The Weight of What We Carry
Margaret stood on the balcony of her twelfth-floor apartment, watching the city lights blink like dying stars. At 42, she'd built something resembling a life—a corporate VP title, a penthouse with skyline views, a husband who'd stopped asking why she came home smelling of scotch and exhaustion.
Inside, the catering company was setting up for the anniversary party. Ten years. A decade since she'd been foolish enough to believe that ambition and love could coexist. Now she just felt hollowed out, like a tree struck by lightning that keeps standing anyway.
The pyramid scheme she'd inadvertently built—people managing people managing people—had finally collapsed under its own weight yesterday. Three hundred layoffs. She'd made the calls herself, voice steady, hands shaking. Her assistant had pressed a绿叶 smoothie into her palm afterward, all spinach and optimism, as if chlorophyll could somehow metabolize corporate sin.
"Running from something or toward something?"
She turned. David, the neighbor from 12B, leaning against the shared wall. He was younger—maybe 32—and had the kind of face that suggested he'd never fired anyone.
"Just getting air," she said.
"Your husband's looking for you." He gestured toward her door with a wine glass. "Said something about a toast."
"Let him wait."
David stepped closer. The sexual tension between them had been building for months, thick and suffocating. Not an affair—not yet. Just the infinite possibility of one.
"My grandmother used to say," he murmured, "that grief is like swimming in clothes. You can do it, but eventually the weight pulls you down."
"I'm not grieving."
"Aren't you?"
She looked at him really looked. The earnestness. The youth. The way he still believed that vulnerability could be weaponized for connection rather than destruction.
"I can't bear this anymore," she said, and the confession felt like vomit—violent and necessary. "The pretending. The performance. The way Stephen looks at me like I'm a stranger he's still legally obligated to find attractive."
"Then stop."
"It's not that simple."
"It never is." He touched her arm, fingers warm against her cooling skin. "But the alternative is continuing to drown in shallow water while pretending you know how to swim."
Inside, the music started—something jazzy and optimistic. Somewhere, Stephen was probably practicing his toast. Somewhere, three hundred people were updating their resumes, and tomorrow Margaret would have to do it all again.
Instead, she stepped into David's apartment and closed the door.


§ **How to complete this task**
Find every line in the data that contains the word "dark". Return each of those lines.

● ● ● ● ● ● ●

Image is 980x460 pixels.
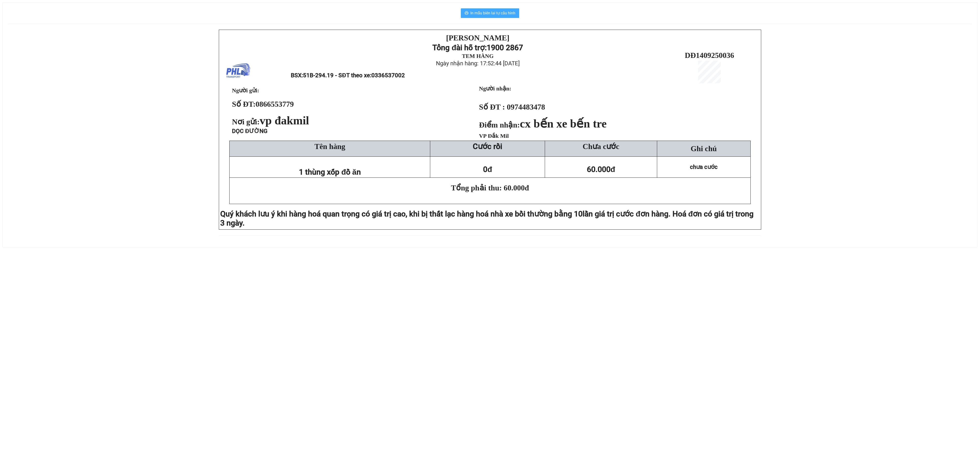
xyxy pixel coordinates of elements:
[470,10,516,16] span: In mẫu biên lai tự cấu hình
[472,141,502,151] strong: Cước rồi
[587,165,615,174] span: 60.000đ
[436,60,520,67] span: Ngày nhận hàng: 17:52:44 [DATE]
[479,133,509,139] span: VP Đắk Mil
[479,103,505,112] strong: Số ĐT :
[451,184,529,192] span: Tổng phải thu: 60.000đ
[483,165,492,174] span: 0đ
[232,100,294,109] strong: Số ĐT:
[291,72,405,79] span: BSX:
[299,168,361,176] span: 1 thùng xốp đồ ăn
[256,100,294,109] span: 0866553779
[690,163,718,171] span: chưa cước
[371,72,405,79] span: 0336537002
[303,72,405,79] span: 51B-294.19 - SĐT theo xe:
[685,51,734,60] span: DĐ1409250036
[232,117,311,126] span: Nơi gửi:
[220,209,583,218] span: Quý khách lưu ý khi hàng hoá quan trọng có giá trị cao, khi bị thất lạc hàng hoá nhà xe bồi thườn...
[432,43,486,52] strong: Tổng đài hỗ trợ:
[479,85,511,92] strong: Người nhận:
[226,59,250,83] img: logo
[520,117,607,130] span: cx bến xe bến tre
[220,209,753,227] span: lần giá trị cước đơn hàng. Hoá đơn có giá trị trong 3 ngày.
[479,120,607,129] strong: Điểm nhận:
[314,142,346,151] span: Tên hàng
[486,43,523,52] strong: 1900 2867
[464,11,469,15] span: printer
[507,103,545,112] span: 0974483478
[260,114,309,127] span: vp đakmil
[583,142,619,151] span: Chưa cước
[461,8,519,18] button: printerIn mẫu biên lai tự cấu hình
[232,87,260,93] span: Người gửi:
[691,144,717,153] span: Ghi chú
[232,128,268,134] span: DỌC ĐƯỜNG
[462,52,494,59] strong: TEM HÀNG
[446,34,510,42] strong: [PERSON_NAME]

● ● ● ● ● ● ●

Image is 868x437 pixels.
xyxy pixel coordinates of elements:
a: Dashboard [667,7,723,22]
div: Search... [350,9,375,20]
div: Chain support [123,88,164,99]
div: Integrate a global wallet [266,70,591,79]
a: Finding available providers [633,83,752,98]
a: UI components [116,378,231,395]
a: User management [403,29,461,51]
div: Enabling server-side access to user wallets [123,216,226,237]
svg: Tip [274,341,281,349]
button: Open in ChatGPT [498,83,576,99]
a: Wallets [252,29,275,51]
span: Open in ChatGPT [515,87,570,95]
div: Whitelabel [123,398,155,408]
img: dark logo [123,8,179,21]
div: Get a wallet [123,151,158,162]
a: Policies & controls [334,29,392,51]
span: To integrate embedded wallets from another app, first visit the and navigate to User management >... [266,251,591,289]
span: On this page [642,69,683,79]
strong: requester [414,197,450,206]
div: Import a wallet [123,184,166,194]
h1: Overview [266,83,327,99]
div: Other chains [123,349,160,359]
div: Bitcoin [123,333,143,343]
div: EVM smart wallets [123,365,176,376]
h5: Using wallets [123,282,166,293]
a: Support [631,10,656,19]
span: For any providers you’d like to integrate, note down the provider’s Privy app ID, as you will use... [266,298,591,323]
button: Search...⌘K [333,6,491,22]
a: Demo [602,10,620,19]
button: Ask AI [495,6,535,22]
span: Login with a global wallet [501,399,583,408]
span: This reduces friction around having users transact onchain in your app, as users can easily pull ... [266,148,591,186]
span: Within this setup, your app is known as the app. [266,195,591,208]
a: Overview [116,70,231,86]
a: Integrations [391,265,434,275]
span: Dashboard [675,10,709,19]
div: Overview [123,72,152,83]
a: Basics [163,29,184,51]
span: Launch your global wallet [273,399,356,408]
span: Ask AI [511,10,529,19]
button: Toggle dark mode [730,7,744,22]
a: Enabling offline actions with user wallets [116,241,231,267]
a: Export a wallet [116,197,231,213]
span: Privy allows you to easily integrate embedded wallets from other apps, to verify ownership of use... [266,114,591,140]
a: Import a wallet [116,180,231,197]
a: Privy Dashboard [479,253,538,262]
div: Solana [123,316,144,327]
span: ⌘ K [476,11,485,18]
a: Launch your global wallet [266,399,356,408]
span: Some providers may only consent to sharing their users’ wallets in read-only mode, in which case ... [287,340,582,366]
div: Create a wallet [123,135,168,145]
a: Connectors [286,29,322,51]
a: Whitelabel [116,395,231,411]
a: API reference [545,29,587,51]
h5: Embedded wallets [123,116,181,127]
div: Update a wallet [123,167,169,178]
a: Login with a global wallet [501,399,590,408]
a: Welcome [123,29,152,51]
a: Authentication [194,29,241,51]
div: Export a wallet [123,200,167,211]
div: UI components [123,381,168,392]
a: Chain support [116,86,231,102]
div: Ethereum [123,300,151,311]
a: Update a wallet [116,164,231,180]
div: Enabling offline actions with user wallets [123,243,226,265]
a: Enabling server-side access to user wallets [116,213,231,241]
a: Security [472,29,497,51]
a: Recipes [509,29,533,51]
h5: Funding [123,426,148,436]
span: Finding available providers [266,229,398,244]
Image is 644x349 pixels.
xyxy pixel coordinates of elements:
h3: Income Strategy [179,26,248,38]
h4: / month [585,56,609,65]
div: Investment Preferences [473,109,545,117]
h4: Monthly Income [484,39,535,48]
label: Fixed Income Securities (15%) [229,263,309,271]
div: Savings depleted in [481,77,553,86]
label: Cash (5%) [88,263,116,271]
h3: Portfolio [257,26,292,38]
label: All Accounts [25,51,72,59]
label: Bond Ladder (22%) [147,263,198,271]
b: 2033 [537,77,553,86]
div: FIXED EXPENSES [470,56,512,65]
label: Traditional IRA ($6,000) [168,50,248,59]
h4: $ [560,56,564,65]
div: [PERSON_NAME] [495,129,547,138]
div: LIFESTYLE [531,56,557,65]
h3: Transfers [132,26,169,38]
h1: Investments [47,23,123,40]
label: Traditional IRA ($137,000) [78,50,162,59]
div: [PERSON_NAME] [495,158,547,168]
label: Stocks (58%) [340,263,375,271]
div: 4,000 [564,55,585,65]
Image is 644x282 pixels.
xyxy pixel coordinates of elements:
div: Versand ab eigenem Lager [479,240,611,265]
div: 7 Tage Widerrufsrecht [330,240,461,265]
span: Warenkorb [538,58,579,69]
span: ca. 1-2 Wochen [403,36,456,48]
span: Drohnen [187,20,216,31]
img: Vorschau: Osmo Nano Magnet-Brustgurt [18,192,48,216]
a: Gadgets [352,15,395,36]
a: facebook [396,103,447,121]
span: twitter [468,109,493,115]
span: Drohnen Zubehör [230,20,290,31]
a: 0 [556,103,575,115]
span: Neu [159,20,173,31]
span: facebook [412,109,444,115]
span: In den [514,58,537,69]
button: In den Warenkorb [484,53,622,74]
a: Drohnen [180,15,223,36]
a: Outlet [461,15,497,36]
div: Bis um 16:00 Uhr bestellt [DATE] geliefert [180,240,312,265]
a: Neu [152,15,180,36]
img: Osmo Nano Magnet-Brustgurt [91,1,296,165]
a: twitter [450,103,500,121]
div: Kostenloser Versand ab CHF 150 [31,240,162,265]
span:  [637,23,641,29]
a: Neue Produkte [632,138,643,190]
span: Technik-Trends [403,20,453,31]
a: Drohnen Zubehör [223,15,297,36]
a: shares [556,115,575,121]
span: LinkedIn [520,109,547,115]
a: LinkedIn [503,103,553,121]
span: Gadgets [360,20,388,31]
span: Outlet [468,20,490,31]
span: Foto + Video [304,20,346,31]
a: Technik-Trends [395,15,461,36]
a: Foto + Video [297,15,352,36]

● ● ● ● ● ● ●

§ **The answer**
img: dark logo [123,8,179,21]
button: Toggle dark mode [730,7,744,22]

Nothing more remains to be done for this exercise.